Cancer Prevention and Research Institute of Texas helps bring Yang Gao, Kevin McHugh to Houston
Rice University will add two tenure-track faculty members this year with the help of grants from the Cancer Prevention and Research Institute of Texas (CPRIT).
Structural biologist Yang Gao and bioengineer Kevin McHugh will both start on July 1, with offices and labs at the BioScience Research Collaborative. Rice won a pair of $2 million CPRIT grants to recruit them to the university.
Gao will join Rice from the National Institutes of Health (NIH) Laboratory of Molecular Biology, a branch of the National Institute of Diabetes and Digestive and Kidney Diseases. He earned an undergraduate degree at the University of Science and Technology of China and his doctorate at Iowa State University.
Gao turned to structural biology as a postdoctoral researcher at NIH.
“We look at how proteins work on DNA, how they replicate and how they repair DNA,” he said. “When this process goes wrong, it leads to all kinds of diseases, most importantly cancer.”
At Rice, he plans to further his analysis of key proteins in DNA replication and repair, of mutations generated when the process fails and of replication/repair pathways for cancer treatment.
McHugh comes to Rice from the Langer Lab at Massachusetts Institute of Technology, where he is a senior postdoctoral associate. He earned his undergraduate degree at Case Western Reserve University and his doctorate at Boston University, both in biomedical engineering.
McHugh focuses on biomaterials for drug delivery and regenerative medicine. He was lead author of a September 2017 Science paper on 3D printing of fillable microstructures for drug delivery.
“As a postdoc, my focus has been on a single-injection vaccine to get the specific release kinetics that will confer some benefit for the developing world, where you don’t necessarily get to see a patient more than once,” he said.
McHugh plans to adapt his delivery platforms for immunotherapy drugs called stimulator of interferon gene (aka STING) agonists.
“If we can reignite the immune system inside a tumor, where it’s normally dormant, we can have immunotherapy that is a lot more effective,” McHugh said.
The grants are among more than $31 million CPRIT awarded in the current round to recruit eminent cancer researchers to Texas. CPRIT was approved by state taxpayers in a 2007 ballot initiative, providing $3 billion to support cancer research statewide. To date, the agency has awarded $2.3 billion in grants to Texas researchers, institutions and organizations through its academic research, prevention and product development research programs.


▸ Work item: Lines with the word "tract" in them must be copied from the records below.

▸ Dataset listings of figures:
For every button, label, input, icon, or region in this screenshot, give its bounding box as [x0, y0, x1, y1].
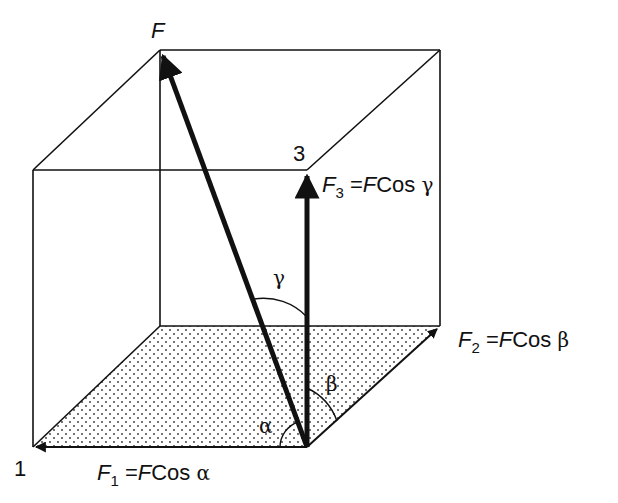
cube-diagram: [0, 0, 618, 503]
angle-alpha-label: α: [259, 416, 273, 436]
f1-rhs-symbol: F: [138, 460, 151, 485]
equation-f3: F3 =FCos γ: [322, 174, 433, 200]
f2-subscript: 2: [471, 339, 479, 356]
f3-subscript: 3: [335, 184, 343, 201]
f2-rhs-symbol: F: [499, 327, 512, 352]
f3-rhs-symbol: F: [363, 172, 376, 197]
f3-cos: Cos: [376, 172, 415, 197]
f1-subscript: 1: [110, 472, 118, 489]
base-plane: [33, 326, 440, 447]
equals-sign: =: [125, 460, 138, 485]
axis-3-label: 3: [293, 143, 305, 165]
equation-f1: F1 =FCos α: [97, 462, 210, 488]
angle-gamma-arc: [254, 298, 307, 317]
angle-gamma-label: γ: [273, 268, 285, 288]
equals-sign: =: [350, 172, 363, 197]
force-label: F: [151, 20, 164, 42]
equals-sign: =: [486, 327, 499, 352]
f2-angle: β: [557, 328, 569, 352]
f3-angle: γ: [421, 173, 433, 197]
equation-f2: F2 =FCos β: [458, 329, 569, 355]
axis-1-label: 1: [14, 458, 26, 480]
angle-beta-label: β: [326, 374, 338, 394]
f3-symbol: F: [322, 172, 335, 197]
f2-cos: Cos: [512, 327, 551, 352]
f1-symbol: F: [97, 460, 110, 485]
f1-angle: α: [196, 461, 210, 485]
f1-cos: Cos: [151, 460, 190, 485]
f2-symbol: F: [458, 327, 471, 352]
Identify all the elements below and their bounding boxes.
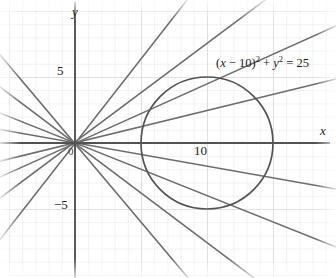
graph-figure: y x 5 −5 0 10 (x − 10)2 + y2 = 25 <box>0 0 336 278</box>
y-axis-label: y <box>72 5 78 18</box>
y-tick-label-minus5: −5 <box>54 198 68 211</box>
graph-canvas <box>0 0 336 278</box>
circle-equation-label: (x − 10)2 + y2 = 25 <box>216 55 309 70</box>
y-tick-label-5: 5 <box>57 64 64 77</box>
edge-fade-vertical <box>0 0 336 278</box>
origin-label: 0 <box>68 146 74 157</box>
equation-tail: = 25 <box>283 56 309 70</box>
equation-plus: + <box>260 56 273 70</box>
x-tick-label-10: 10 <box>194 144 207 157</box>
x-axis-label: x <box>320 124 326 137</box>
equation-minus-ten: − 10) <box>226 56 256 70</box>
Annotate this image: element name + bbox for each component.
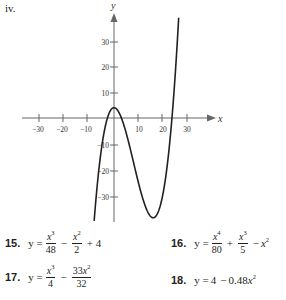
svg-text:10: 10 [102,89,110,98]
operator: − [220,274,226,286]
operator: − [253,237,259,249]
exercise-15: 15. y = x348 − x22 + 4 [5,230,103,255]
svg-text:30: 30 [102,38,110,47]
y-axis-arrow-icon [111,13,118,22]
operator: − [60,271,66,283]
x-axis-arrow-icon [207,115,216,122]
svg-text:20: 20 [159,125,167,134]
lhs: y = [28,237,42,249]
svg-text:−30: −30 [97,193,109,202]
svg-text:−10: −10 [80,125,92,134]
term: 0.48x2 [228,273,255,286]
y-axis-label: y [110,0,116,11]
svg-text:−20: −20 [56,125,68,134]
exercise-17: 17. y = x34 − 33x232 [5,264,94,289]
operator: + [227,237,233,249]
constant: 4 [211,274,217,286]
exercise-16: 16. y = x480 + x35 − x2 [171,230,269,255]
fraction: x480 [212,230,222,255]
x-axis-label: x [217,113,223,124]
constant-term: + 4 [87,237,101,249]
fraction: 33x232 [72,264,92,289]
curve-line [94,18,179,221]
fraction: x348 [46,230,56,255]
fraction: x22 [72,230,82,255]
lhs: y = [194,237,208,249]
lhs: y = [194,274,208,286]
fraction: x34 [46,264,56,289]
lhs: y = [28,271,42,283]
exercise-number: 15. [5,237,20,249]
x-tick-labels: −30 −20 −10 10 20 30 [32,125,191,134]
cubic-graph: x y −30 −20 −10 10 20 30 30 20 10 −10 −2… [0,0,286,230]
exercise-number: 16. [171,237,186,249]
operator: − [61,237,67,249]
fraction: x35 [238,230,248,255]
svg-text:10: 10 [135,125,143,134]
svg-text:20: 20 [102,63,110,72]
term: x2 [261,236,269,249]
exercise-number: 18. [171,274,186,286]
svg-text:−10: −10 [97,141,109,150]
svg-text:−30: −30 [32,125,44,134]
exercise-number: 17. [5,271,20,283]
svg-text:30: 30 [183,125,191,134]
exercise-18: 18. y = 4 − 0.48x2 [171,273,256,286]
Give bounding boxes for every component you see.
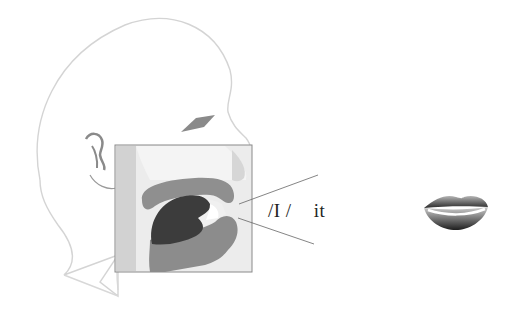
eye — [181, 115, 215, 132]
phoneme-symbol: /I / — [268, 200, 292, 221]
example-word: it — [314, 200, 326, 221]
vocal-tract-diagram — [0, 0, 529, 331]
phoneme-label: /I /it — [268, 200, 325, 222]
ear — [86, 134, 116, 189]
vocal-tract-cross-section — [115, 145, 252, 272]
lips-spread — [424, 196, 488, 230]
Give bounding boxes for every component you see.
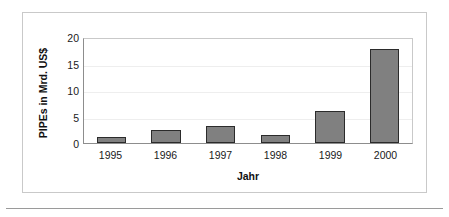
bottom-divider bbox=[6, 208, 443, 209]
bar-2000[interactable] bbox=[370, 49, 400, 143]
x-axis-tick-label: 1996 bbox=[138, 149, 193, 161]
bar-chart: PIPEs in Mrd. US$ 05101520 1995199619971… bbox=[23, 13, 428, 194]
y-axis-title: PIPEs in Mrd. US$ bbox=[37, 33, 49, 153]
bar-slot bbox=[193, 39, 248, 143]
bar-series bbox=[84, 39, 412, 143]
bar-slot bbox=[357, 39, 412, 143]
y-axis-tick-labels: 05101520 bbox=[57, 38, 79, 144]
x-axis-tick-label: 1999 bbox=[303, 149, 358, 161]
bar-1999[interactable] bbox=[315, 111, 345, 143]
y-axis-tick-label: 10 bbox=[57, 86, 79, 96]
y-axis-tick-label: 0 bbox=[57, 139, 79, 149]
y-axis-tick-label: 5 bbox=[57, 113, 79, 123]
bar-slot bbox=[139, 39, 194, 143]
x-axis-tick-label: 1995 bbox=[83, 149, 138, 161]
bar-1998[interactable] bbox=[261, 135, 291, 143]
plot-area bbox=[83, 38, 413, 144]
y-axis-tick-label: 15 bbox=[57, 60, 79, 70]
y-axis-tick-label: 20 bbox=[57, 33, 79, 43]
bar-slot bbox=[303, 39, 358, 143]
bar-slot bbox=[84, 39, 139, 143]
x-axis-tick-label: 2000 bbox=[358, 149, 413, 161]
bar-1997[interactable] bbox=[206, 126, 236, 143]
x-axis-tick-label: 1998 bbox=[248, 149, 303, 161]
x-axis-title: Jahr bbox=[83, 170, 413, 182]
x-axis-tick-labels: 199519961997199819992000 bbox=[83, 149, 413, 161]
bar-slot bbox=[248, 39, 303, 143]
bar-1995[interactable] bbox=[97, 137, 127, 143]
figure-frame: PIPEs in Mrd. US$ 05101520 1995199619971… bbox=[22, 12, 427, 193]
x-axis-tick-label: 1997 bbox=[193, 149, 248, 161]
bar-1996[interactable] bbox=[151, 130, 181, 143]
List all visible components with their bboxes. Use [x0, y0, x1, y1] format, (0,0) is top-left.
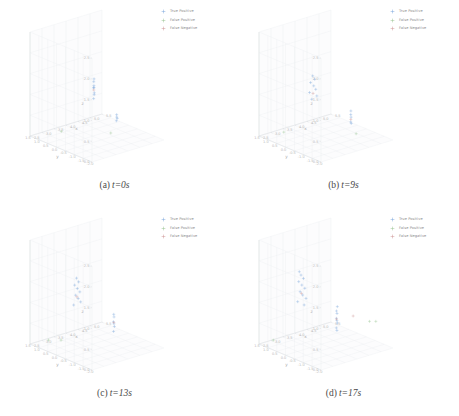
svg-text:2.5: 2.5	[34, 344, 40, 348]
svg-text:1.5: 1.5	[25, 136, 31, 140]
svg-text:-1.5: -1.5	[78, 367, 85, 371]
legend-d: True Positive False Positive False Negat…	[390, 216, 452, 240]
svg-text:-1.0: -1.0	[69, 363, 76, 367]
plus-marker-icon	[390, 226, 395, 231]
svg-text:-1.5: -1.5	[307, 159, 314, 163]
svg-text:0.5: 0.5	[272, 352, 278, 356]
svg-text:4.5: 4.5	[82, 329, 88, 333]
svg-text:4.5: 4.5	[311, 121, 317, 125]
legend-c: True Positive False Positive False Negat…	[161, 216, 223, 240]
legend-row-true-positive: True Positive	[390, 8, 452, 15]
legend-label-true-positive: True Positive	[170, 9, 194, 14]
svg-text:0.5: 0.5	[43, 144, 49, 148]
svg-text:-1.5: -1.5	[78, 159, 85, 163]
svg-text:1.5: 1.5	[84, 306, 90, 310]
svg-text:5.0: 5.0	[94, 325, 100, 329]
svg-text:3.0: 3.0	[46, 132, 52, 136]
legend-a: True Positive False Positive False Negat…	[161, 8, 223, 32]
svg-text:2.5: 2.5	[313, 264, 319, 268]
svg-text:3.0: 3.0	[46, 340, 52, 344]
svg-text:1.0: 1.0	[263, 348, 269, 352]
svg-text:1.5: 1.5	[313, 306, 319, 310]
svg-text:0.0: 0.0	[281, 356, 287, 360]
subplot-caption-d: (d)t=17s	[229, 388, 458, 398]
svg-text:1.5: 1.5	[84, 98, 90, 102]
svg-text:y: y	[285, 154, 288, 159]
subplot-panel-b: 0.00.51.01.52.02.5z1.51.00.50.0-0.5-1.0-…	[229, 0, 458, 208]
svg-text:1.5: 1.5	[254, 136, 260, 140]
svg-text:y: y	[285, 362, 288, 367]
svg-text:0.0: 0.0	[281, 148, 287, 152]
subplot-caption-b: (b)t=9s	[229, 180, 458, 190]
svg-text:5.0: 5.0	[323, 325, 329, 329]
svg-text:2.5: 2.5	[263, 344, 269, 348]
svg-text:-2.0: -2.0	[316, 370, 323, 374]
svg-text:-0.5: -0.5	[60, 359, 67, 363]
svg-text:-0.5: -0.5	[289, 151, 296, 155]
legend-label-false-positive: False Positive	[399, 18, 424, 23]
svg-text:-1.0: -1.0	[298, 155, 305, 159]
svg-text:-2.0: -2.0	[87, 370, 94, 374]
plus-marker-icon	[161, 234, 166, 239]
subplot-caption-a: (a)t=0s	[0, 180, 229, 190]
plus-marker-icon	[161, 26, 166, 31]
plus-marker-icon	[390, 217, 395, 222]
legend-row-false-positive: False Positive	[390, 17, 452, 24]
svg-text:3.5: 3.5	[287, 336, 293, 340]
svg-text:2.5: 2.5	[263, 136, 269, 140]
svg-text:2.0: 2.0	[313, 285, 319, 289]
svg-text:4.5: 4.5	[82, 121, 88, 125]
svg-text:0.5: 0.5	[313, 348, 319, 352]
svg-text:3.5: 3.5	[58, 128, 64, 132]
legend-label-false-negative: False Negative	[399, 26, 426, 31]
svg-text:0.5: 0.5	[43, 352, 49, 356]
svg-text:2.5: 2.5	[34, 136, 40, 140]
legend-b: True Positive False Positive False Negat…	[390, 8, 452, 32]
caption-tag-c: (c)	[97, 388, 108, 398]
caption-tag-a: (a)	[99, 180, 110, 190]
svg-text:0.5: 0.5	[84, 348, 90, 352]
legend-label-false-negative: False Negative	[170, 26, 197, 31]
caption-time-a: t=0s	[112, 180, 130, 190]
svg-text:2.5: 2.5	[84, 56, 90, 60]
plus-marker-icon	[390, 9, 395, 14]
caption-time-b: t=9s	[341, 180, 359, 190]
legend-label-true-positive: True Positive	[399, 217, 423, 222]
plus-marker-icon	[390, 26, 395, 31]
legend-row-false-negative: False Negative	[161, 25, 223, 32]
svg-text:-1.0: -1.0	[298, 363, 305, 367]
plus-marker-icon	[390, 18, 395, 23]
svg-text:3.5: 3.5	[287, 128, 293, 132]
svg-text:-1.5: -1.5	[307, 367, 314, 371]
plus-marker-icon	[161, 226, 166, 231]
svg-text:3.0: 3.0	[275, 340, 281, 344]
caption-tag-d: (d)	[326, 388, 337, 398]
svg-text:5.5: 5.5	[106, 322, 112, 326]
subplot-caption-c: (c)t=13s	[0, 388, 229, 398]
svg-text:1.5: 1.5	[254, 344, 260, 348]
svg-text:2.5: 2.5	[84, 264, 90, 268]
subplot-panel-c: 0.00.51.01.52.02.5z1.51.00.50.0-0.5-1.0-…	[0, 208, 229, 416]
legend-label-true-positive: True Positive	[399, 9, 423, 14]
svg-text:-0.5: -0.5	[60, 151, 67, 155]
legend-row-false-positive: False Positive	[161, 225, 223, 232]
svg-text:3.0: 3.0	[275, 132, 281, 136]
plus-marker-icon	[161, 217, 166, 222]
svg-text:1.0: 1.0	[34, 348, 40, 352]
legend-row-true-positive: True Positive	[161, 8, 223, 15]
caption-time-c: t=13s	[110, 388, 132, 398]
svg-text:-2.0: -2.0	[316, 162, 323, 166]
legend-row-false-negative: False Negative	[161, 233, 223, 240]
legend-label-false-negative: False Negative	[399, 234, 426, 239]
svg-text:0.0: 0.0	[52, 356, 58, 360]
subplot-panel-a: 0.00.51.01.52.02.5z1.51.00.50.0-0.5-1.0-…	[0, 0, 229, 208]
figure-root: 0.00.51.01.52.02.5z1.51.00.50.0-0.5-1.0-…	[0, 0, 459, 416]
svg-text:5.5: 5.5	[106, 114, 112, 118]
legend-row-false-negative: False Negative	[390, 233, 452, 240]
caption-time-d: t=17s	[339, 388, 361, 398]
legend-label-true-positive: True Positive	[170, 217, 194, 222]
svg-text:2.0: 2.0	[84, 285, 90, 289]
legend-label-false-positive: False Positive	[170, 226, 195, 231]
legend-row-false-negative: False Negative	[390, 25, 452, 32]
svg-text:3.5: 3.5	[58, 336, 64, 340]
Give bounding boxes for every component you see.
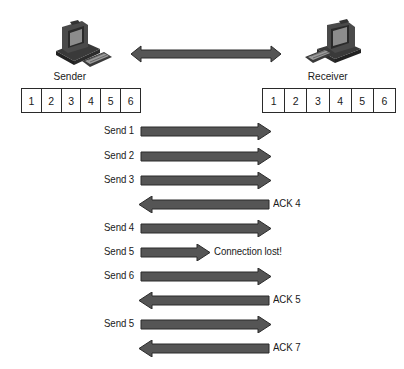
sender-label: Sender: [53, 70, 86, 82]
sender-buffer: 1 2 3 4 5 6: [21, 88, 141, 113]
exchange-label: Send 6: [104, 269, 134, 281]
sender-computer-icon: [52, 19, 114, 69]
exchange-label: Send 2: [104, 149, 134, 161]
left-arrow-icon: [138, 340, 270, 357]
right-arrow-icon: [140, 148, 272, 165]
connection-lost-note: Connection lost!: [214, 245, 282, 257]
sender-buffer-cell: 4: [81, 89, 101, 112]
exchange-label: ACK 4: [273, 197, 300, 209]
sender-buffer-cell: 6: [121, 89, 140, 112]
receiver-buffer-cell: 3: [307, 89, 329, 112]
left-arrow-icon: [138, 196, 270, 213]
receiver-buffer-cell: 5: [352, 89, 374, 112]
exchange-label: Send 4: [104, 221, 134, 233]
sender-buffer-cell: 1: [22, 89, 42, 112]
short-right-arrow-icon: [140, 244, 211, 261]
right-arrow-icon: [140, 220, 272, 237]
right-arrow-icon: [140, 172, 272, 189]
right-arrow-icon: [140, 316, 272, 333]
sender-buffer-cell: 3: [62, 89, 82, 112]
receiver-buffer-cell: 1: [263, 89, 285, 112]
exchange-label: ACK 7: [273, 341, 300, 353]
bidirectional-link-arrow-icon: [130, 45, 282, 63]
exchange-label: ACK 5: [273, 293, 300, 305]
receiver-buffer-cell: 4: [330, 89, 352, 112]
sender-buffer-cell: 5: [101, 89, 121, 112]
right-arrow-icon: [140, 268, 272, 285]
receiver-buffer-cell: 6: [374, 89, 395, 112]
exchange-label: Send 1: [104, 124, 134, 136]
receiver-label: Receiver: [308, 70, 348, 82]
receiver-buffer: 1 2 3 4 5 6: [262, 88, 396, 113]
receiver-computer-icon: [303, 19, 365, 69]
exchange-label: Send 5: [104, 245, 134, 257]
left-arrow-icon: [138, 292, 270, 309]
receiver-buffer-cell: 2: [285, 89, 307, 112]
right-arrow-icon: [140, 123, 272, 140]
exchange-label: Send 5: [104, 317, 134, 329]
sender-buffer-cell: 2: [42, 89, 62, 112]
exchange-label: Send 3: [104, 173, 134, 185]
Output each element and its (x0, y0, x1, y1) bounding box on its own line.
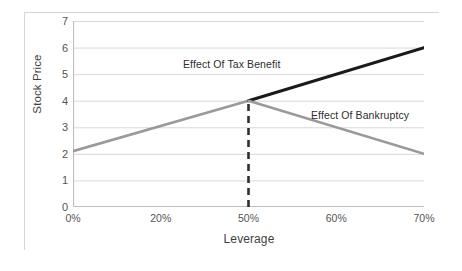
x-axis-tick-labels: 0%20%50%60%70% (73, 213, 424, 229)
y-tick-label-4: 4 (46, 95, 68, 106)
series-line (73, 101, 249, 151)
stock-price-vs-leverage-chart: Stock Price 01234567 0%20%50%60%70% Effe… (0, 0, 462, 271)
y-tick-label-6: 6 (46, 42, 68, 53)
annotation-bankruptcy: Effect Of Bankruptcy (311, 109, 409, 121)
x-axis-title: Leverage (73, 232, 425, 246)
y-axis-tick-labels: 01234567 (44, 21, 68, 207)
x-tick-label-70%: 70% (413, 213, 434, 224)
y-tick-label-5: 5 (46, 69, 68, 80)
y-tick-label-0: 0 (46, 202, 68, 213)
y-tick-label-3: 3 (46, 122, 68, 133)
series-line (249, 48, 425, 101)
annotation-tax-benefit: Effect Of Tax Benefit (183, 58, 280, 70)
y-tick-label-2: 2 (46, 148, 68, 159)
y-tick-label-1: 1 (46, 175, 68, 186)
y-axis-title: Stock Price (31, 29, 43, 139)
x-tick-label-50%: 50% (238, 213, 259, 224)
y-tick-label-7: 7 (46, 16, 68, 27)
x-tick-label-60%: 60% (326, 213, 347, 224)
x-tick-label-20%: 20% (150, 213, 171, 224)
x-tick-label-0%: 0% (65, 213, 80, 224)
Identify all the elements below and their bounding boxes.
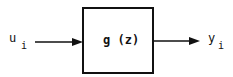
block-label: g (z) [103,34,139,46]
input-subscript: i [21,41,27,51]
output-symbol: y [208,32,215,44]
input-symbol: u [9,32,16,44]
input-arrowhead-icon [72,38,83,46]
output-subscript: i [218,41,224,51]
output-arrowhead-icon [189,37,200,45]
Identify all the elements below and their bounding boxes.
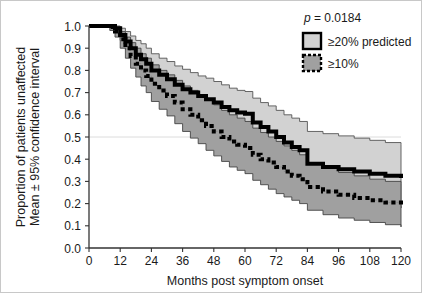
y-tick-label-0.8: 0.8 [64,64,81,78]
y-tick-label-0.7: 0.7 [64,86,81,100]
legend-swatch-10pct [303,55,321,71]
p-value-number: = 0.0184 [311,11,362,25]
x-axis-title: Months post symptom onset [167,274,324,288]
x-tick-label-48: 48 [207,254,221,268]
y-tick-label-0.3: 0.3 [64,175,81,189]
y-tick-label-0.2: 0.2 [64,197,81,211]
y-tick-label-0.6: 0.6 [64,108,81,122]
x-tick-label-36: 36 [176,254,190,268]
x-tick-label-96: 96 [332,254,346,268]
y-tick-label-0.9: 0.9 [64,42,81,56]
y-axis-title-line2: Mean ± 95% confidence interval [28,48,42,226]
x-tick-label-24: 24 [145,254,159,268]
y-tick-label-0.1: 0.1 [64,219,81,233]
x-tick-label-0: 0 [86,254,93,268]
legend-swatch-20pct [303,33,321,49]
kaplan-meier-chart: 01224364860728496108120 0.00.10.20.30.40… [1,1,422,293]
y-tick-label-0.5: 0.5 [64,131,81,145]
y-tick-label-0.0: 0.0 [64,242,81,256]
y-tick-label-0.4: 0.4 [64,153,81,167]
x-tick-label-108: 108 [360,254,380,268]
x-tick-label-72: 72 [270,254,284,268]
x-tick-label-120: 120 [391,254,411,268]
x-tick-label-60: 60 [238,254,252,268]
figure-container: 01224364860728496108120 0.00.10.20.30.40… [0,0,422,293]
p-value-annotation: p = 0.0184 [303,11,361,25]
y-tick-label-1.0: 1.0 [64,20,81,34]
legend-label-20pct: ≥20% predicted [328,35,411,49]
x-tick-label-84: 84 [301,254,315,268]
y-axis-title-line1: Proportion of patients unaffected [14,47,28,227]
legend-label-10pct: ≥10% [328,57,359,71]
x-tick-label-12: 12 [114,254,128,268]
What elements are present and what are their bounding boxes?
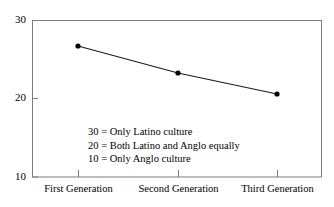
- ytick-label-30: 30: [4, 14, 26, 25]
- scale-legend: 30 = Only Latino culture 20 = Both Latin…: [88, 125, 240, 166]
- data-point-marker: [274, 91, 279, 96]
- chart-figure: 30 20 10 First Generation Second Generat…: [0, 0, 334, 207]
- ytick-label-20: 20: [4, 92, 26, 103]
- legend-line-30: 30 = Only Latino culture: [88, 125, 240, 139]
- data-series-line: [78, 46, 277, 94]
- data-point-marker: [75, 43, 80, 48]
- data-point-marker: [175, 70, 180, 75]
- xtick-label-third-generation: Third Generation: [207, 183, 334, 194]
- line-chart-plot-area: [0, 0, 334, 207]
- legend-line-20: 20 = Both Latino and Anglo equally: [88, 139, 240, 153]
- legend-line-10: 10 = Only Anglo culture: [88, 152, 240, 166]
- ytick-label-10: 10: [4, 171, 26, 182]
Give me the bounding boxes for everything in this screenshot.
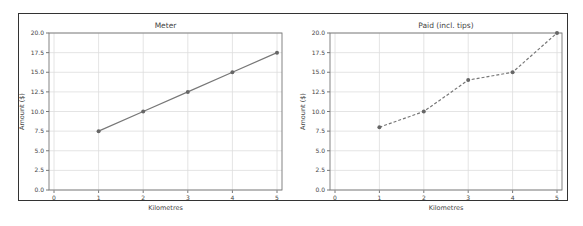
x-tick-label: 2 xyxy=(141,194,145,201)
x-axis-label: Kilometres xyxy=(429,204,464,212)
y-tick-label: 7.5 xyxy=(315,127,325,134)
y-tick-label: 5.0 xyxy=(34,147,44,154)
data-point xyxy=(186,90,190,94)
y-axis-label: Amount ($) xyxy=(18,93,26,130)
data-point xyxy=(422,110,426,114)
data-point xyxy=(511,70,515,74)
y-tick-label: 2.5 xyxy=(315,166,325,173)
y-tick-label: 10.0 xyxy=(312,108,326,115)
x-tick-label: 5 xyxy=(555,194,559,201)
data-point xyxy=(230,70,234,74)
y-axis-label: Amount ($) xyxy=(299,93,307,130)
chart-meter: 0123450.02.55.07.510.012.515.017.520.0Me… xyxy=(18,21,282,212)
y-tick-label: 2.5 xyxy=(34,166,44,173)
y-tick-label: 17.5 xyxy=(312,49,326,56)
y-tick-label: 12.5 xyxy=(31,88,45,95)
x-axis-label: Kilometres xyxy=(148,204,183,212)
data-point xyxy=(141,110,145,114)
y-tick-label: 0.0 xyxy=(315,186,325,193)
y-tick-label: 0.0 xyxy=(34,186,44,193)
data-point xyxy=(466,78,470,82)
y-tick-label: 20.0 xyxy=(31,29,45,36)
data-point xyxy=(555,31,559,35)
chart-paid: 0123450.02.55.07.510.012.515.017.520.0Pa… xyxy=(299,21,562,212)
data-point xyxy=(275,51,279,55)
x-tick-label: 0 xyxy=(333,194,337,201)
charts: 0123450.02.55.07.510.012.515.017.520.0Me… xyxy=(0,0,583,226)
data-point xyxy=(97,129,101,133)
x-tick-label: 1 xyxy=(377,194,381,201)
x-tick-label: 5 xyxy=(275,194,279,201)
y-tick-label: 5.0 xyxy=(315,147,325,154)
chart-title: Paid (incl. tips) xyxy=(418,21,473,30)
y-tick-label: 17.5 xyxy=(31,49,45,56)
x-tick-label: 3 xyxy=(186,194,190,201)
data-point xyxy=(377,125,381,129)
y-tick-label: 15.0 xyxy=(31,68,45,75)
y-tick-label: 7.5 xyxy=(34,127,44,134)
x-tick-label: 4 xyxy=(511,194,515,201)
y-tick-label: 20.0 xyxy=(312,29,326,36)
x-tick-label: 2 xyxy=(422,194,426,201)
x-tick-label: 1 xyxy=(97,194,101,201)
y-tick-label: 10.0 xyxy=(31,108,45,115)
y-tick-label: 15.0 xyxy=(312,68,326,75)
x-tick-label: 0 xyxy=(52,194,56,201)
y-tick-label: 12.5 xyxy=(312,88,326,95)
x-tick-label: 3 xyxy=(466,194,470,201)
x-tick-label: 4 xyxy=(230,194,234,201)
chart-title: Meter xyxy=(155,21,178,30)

▸ Answer space:
vocal-tract-diagram — [0, 0, 529, 331]
vocal-tract-cross-section — [115, 145, 252, 272]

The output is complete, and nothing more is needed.